The Reward Is the Doing
Are we done with awards?
Think about it — the Emmys, the Oscars, all of them. If you’re a fan of the shows and the movies, sure, you’ll tune in. But when everything is good, when everything you watch hits a certain level, who actually cares anymore? We’re not fighting over scraps of greatness. We’re swimming in it.
Maybe we’re finally just enjoying things for ourselves — not because someone else said we should, not because it won a trophy, not because a panel of strangers declared it “the best.” Maybe we’re learning to live without needing other people’s validation just to like what we like.
And the funny thing is, if you don’t enjoy the same things as me?
Good. That’s the whole point. Live your life. Let me live mine.
But here’s the real problem with awards:
where there are winners, there are losers.
And there doesn’t have to be.
There’s room for all of us. There always has been. Yes, we should still recognize the ones who jump higher, shoot farther, think deeper, build better — the ones who chase something the rest of us didn’t even notice. I love celebrating doers. I admire doers. I am one. And when I praise someone, I prefer to do it with words — words that honour the effort, the beauty, the rigor, the risk. Words that reflect the truth of the work, not a gold statue pretending to explain it.
Because doers don’t need awards.
Their reward is the doing.
That moment when they’re in it — in the work, in the flow, in the obsession — that feeling is the real prize. That’s where the joy is. That’s where the validation lives. Doers don’t sit around waiting for applause. They’re already busy doing the next thing.
That’s why awards were never really for them.
Awards are for everyone else.
For the spectators.
For the dreamers who never started.
For the ones who want to feel close to greatness without paying the cost of effort.
And for a long time, that made sense. Most people never had the chance to do. Resources were limited. Access was limited. Knowledge was locked behind doors you weren’t allowed to walk through.
But that’s not the world anymore.
Information is cheap. Tools are everywhere. Platforms are open. More people are creating, making, expressing, building. More people are stepping into the role of the doer. And when you’ve had even one taste of making something real — something you built from scratch, something you put your soul into — you stop caring about trophies. Because you already know what real validation feels like.
More doers means fewer people who need the illusion of a prize.
So maybe awards have simply served their purpose. Maybe they’re relics from a time when only a few people were allowed to create. Maybe we’re finally realizing that appreciation doesn’t need to be a competition.
If you want to honour someone’s work?
Bring them on stage.
Say, “We love you. We appreciate you. Thank you.”
Let them take a bow.
Then send them back to their seat so we can all get back to enjoying the thing we came for.
Art isn’t a race.
Effort isn’t a scoreboard.
Creation isn’t a contest.
Maybe awards will come and go.
But the doers? We’ll still be doing.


ASSIGNMENT: In the entries below, count every line with the word "regulation". Return only the count.

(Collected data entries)
* * * * * * *

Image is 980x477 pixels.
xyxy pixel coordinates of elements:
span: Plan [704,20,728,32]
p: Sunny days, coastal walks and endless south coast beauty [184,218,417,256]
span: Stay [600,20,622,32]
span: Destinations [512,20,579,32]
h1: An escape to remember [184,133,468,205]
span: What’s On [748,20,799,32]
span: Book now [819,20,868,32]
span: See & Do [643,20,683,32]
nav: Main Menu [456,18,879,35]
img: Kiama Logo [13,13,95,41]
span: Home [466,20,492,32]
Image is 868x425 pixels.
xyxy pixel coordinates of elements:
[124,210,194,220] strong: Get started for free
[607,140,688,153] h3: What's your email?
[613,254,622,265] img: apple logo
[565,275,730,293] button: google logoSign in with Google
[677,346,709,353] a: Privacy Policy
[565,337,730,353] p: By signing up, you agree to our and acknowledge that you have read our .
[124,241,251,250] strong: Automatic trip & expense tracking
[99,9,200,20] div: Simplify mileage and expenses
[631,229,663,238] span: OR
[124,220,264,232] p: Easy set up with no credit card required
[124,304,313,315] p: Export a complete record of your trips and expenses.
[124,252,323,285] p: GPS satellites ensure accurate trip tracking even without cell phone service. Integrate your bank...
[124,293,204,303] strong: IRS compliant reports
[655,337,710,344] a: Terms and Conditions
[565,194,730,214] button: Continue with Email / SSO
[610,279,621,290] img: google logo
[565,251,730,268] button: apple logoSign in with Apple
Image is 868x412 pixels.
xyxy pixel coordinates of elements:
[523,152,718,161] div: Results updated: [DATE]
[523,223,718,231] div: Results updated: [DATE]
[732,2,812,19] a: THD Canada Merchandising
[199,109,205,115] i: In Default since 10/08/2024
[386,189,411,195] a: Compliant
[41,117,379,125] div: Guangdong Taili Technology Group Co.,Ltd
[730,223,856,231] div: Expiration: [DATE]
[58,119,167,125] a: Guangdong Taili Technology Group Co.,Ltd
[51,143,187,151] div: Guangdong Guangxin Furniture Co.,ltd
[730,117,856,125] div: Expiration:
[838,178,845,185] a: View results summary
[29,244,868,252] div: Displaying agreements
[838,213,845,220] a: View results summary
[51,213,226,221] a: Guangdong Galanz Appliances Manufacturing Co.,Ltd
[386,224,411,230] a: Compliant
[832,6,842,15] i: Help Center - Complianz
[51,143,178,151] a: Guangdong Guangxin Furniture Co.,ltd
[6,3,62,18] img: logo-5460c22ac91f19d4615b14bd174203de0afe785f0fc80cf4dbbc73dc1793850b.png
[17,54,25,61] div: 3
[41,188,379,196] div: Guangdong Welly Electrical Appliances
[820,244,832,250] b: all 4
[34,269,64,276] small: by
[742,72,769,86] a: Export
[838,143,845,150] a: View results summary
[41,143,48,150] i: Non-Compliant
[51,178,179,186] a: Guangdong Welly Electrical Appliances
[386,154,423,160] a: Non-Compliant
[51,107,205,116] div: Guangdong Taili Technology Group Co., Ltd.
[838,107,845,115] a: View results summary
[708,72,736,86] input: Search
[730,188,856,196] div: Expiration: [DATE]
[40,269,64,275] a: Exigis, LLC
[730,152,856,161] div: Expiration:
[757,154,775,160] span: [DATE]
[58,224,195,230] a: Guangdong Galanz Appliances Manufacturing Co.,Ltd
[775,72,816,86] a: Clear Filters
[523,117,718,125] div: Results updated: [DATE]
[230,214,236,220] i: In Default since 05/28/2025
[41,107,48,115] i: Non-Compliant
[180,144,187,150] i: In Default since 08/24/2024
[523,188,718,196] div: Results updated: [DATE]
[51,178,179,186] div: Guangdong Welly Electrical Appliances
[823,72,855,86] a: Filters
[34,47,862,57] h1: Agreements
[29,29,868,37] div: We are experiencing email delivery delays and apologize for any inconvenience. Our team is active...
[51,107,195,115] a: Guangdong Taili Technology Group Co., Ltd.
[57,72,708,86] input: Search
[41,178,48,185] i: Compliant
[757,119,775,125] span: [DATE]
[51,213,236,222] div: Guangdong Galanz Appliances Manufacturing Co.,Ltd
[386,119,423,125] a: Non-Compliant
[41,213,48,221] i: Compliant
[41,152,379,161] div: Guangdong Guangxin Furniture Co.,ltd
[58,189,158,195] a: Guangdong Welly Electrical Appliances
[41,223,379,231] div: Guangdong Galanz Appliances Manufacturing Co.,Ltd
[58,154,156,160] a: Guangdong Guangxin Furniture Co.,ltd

* * * * * * *

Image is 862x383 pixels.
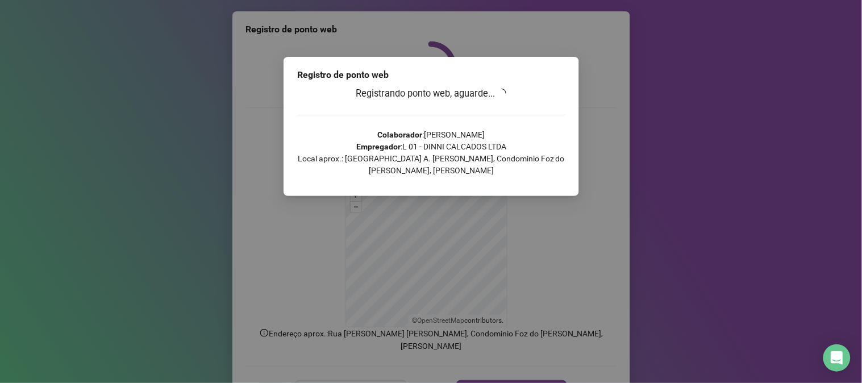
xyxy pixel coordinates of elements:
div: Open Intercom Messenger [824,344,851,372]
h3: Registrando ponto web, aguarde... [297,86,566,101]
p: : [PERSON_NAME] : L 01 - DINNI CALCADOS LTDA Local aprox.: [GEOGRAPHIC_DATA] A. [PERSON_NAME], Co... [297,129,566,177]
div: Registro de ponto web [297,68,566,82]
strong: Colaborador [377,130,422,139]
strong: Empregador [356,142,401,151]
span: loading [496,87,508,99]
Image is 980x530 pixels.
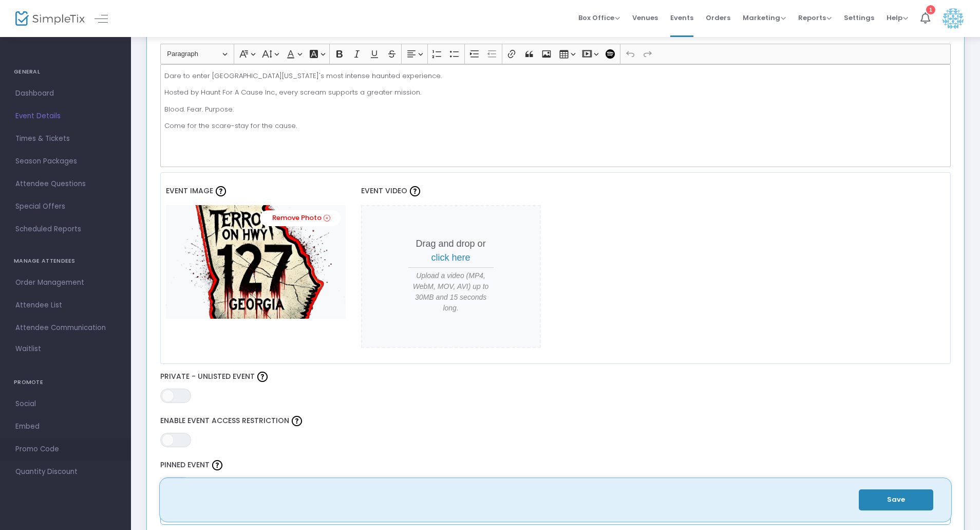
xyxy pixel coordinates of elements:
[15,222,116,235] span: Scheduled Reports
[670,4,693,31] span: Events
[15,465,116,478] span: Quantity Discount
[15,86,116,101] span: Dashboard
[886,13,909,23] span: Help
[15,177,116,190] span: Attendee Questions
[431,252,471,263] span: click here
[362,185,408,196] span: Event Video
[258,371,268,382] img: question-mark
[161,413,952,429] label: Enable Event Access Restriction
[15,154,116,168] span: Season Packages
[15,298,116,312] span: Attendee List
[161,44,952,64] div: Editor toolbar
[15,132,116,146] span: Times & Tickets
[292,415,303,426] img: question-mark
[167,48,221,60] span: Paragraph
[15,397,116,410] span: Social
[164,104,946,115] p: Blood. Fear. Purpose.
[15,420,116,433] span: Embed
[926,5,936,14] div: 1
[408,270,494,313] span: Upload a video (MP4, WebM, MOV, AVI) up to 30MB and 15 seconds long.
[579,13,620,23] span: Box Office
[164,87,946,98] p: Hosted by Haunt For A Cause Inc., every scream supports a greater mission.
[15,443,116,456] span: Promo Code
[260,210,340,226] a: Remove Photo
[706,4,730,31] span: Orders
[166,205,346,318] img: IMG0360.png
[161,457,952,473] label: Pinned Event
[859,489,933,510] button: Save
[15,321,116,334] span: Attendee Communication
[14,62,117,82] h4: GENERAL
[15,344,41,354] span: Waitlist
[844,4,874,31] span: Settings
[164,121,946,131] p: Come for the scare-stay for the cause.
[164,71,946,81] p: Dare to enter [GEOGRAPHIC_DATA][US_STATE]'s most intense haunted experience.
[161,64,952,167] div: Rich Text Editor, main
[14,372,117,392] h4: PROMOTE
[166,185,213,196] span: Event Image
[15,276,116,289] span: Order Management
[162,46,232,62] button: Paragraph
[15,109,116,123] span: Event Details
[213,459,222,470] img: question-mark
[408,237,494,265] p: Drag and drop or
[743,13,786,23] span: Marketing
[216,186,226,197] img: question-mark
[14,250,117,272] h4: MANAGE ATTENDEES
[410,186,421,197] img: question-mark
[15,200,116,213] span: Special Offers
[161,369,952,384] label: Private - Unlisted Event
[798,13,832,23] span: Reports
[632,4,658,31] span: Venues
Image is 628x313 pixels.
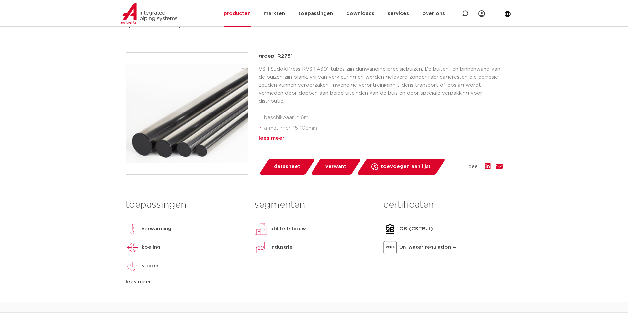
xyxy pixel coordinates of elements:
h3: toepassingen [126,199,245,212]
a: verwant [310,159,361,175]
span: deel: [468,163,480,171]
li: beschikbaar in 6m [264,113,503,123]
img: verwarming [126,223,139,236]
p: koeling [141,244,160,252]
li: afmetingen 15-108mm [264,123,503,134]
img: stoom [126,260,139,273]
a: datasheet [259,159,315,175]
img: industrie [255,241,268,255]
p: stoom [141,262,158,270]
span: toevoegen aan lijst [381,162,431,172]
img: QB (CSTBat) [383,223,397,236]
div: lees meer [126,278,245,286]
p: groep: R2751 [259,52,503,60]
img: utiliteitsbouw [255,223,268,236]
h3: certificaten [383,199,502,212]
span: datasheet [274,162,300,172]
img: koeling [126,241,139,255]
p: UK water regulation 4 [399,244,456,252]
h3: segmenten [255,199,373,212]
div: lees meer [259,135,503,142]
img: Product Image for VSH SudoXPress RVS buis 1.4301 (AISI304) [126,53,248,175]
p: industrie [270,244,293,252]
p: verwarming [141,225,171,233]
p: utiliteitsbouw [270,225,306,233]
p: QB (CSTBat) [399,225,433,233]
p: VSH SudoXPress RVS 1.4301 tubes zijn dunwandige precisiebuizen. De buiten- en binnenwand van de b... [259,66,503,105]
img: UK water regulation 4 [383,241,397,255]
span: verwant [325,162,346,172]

* * * * * * *

RESULT OF THE TASK: 2